Allow interfaces to extend other interfaces or existing R types, similar to inheritance in object-oriented programming.

Implementation Ideas

  • Modify the interface() function to accept a extends parameter.
  • Update the check_interface() function to check properties from extended interfaces or types.
  • Implement a mechanism to resolve property conflicts in case of multiple extensions.

Example Usage

# Extend an existing interface
Person <- interface("Person",
    name = "character",
    age = "numeric"
)

Employee <- interface("Employee",
    extends = Person,
    job_title = "character",
    salary = "numeric"
)

john <- implement(Employee,
    name = "John Doe",
    age = 30,
    job_title = "Developer",
    salary = 75000
)

# TODO: this needs more work
# Extend an existing R type
EnhancedDataFrame <- interface("EnhancedDataFrame",
    extends = "data.frame",
    metadata = "list"
)

my_df <- implement(EnhancedDataFrame,
    data.frame(x = 1:3, y = c("a", "b", "c")),
    metadata = list(created_at = Sys.time())
)

Integration with Existing Codebase

  • Modify R/interface.R to handle the extends parameter.
  • Update R/helpers.R to include extended property checking in check_interface().
  • Add new test cases in tests/testthat/test-interface.R for extension functionality.

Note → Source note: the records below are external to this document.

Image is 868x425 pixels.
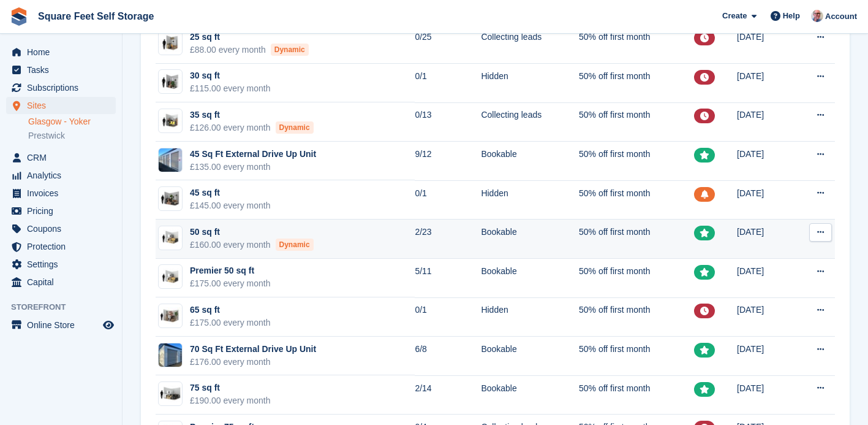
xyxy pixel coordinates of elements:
td: Bookable [481,336,579,376]
span: Online Store [27,316,101,333]
td: Bookable [481,258,579,298]
span: Subscriptions [27,79,101,96]
a: menu [6,202,116,220]
td: 2/14 [415,375,481,414]
span: Help [783,10,800,22]
span: Storefront [11,301,122,313]
div: 75 sq ft [190,381,271,394]
td: [DATE] [737,64,794,103]
a: Prestwick [28,130,116,142]
a: menu [6,316,116,333]
a: menu [6,184,116,202]
td: 50% off first month [579,180,695,220]
td: Collecting leads [481,102,579,142]
td: 9/12 [415,142,481,181]
div: Dynamic [271,43,309,56]
td: 50% off first month [579,102,695,142]
a: menu [6,167,116,184]
a: menu [6,220,116,237]
img: 75-sqft-unit%20(1).jpg [159,385,182,402]
img: 64-sqft-unit.jpg [159,307,182,325]
td: 0/1 [415,297,481,336]
td: Bookable [481,375,579,414]
div: £88.00 every month [190,43,309,56]
a: menu [6,238,116,255]
td: [DATE] [737,375,794,414]
span: Protection [27,238,101,255]
td: 50% off first month [579,142,695,181]
td: [DATE] [737,102,794,142]
div: Dynamic [276,121,314,133]
a: menu [6,61,116,79]
div: £175.00 every month [190,316,271,329]
div: 35 sq ft [190,108,314,121]
td: 0/25 [415,24,481,64]
a: Square Feet Self Storage [33,6,159,27]
td: Bookable [481,142,579,181]
td: 0/13 [415,102,481,142]
span: Home [27,43,101,61]
span: Capital [27,273,101,290]
td: [DATE] [737,336,794,376]
td: [DATE] [737,142,794,181]
div: £135.00 every month [190,161,316,173]
td: 50% off first month [579,24,695,64]
img: David Greer [811,10,823,22]
div: Premier 50 sq ft [190,264,271,277]
span: Create [723,10,747,22]
img: IMG_4399.jpeg [159,343,182,367]
img: 35-sqft-unit.jpg [159,112,182,130]
td: 50% off first month [579,220,695,258]
td: 0/1 [415,64,481,103]
a: menu [6,79,116,96]
td: 2/23 [415,220,481,258]
div: £190.00 every month [190,394,271,407]
div: £160.00 every month [190,239,314,252]
td: 50% off first month [579,375,695,414]
td: [DATE] [737,180,794,220]
span: Pricing [27,202,101,220]
div: £115.00 every month [190,82,271,95]
span: CRM [27,149,101,166]
div: 45 sq ft [190,186,271,199]
div: £126.00 every month [190,121,314,134]
div: Dynamic [276,239,314,251]
img: 50-sqft-unit.jpg [159,268,182,286]
td: 6/8 [415,336,481,376]
span: Invoices [27,184,101,202]
div: 50 sq ft [190,226,314,239]
img: IMG_4402.jpeg [159,148,182,172]
span: Settings [27,255,101,273]
td: Bookable [481,220,579,258]
div: 70 Sq Ft External Drive Up Unit [190,342,316,355]
div: £176.00 every month [190,355,316,368]
span: Coupons [27,220,101,237]
td: 5/11 [415,258,481,298]
div: £175.00 every month [190,277,271,290]
td: Hidden [481,64,579,103]
img: stora-icon-8386f47178a22dfd0bd8f6a31ec36ba5ce8667c1dd55bd0f319d3a0aa187defe.svg [10,8,28,26]
td: [DATE] [737,24,794,64]
a: menu [6,43,116,61]
td: Collecting leads [481,24,579,64]
div: 65 sq ft [190,303,271,316]
img: 40-sqft-unit.jpg [159,190,182,208]
td: Hidden [481,180,579,220]
span: Tasks [27,61,101,79]
span: Analytics [27,167,101,184]
div: 45 Sq Ft External Drive Up Unit [190,148,316,161]
a: Preview store [101,317,116,332]
img: 30-sqft-unit.jpg [159,73,182,91]
td: 50% off first month [579,64,695,103]
td: 50% off first month [579,297,695,336]
img: 25-sqft-unit.jpg [159,34,182,52]
td: Hidden [481,297,579,336]
a: Glasgow - Yoker [28,116,116,127]
td: [DATE] [737,297,794,336]
span: Sites [27,97,101,114]
td: [DATE] [737,220,794,258]
a: menu [6,149,116,166]
div: 30 sq ft [190,69,271,82]
div: £145.00 every month [190,199,271,212]
td: [DATE] [737,258,794,298]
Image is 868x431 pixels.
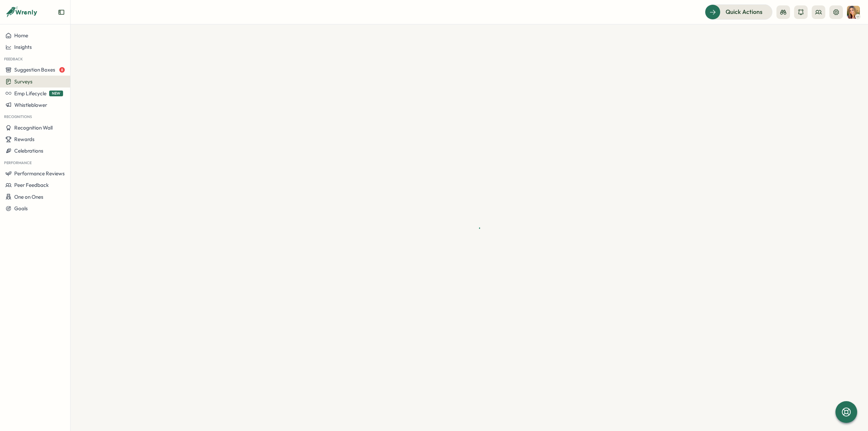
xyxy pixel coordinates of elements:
span: Whistleblower [14,101,47,108]
span: 8 [59,67,65,73]
span: One on Ones [14,193,43,200]
span: Insights [14,43,32,50]
button: Expand sidebar [58,9,65,16]
span: Recognition Wall [14,125,53,131]
span: Suggestion Boxes [14,67,55,73]
span: NEW [49,90,63,96]
span: Emp Lifecycle [14,90,47,97]
span: Surveys [14,78,33,85]
span: Home [14,32,28,39]
span: Quick Actions [725,8,762,16]
span: Celebrations [14,147,43,154]
button: Quick Actions [704,4,772,19]
img: Tarin O'Neill [846,6,859,19]
span: Goals [14,206,28,212]
span: Performance Reviews [14,170,65,177]
span: Peer Feedback [14,182,49,188]
span: Rewards [14,136,35,142]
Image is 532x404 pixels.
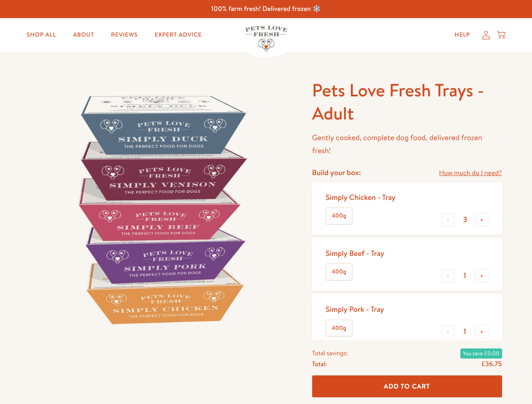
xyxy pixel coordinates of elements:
span: Total: [312,359,327,369]
a: Expert Advice [148,26,208,43]
img: Pets Love Fresh [245,25,287,52]
button: - [442,213,455,227]
div: Simply Beef - Tray [326,248,385,258]
button: Add To Cart [312,376,503,398]
a: How much do I need? [439,168,502,179]
h4: Build your box: [312,168,361,177]
button: + [476,269,489,282]
button: - [442,269,455,282]
a: Shop All [20,26,63,43]
div: Simply Pork - Tray [326,305,385,314]
label: 400g [327,321,352,337]
span: Add To Cart [384,382,431,391]
p: Gently cooked, complete dog food, delivered frozen fresh! [312,131,503,157]
label: 400g [327,208,352,224]
label: 400g [327,264,352,280]
span: Total savings: [312,348,348,359]
button: + [476,325,489,338]
img: Pets Love Fresh Trays - Adult [30,79,292,340]
div: Simply Chicken - Tray [326,192,396,202]
span: You save £0.00 [461,349,503,359]
h1: Pets Love Fresh Trays - Adult [312,79,503,125]
a: Help [448,26,478,43]
a: Reviews [104,26,144,43]
button: - [442,325,455,338]
span: £36.75 [481,360,502,369]
a: About [67,26,100,43]
button: + [476,213,489,227]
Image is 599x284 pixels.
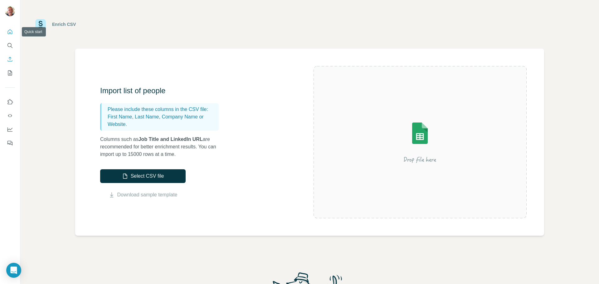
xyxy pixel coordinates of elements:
button: Select CSV file [100,169,186,183]
button: My lists [5,67,15,79]
div: Enrich CSV [52,21,76,27]
button: Use Surfe API [5,110,15,121]
img: Surfe Logo [35,19,46,30]
p: First Name, Last Name, Company Name or Website. [108,113,216,128]
a: Download sample template [117,191,178,199]
h3: Import list of people [100,86,225,96]
button: Feedback [5,138,15,149]
button: Dashboard [5,124,15,135]
img: Avatar [5,6,15,16]
div: Open Intercom Messenger [6,263,21,278]
button: Download sample template [100,191,186,199]
button: Search [5,40,15,51]
p: Please include these columns in the CSV file: [108,106,216,113]
span: Job Title and LinkedIn URL [139,137,203,142]
button: Quick start [5,26,15,37]
button: Enrich CSV [5,54,15,65]
p: Columns such as are recommended for better enrichment results. You can import up to 15000 rows at... [100,136,225,158]
button: Use Surfe on LinkedIn [5,96,15,108]
img: Surfe Illustration - Drop file here or select below [364,105,476,180]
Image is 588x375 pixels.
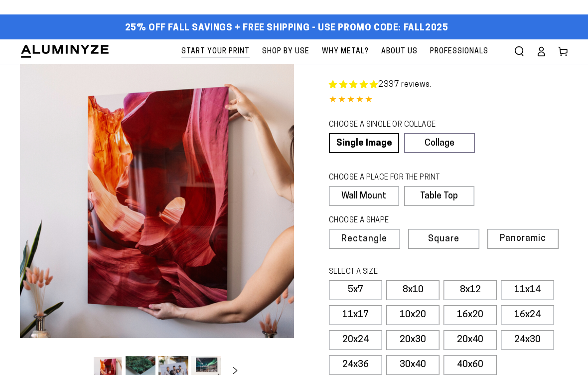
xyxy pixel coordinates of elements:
label: 24x36 [329,355,382,375]
label: 11x17 [329,305,382,325]
legend: CHOOSE A SHAPE [329,215,466,227]
img: Aluminyze [20,44,110,59]
a: Why Metal? [316,39,374,64]
label: 8x12 [443,280,496,300]
legend: SELECT A SIZE [329,267,468,278]
label: 10x20 [386,305,439,325]
span: Rectangle [341,235,387,243]
label: 8x10 [386,280,439,300]
span: About Us [381,45,417,58]
label: 20x30 [386,330,439,350]
label: 40x60 [443,355,496,375]
span: Start Your Print [182,45,250,58]
legend: CHOOSE A SINGLE OR COLLAGE [329,120,466,131]
a: Start Your Print [177,39,255,64]
a: Professionals [425,39,493,64]
label: 5x7 [329,280,382,300]
label: 11x14 [501,280,554,300]
span: Panoramic [500,233,546,243]
label: 24x30 [501,330,554,350]
label: 16x20 [443,305,496,325]
span: Why Metal? [321,45,369,58]
label: 30x40 [386,355,439,375]
a: Single Image [329,133,399,153]
span: Professionals [430,45,488,58]
span: Square [428,235,459,243]
div: 4.85 out of 5.0 stars [329,93,568,108]
label: 20x24 [329,330,382,350]
span: 25% off FALL Savings + Free Shipping - Use Promo Code: FALL2025 [125,23,448,34]
a: About Us [376,39,422,64]
legend: CHOOSE A PLACE FOR THE PRINT [329,172,465,183]
label: Wall Mount [329,186,399,206]
a: Shop By Use [257,39,314,64]
span: Shop By Use [262,45,309,58]
label: 16x24 [501,305,554,325]
summary: Search our site [508,40,530,62]
a: Collage [404,133,474,153]
label: 20x40 [443,330,496,350]
label: Table Top [404,186,474,206]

6. Add Method Signatures to Interfaces

Description

Allow interfaces to specify method signatures, not just properties.

Implementation Ideas

  • Extend the interface() function to accept method signatures.
  • Implement a mechanism to check if an object implements the required methods.

Example Usage

Drawable <- interface("Drawable",
    methods = list(
        draw = function() NULL
    )
)

Circle <- interface("Circle",
    extends = Drawable,
    radius = "numeric",
    methods = list(
        area = function() NULL
    )
)

my_circle <- implement(Circle,
    radius = 5,
    draw = function() {
        return(cat("Drawing a circle\n"))
    },
    area = function() {
        return(pi * self$radius ^ 2)
    }
)

my_circle$draw()
print(my_circle$area())

Integration with Existing Codebase

  • Modify R/interface.R to handle method signatures.
  • Update R/implement.R to check and implement methods.
  • Add new test cases in tests/testthat/test-interface.R for method functionality.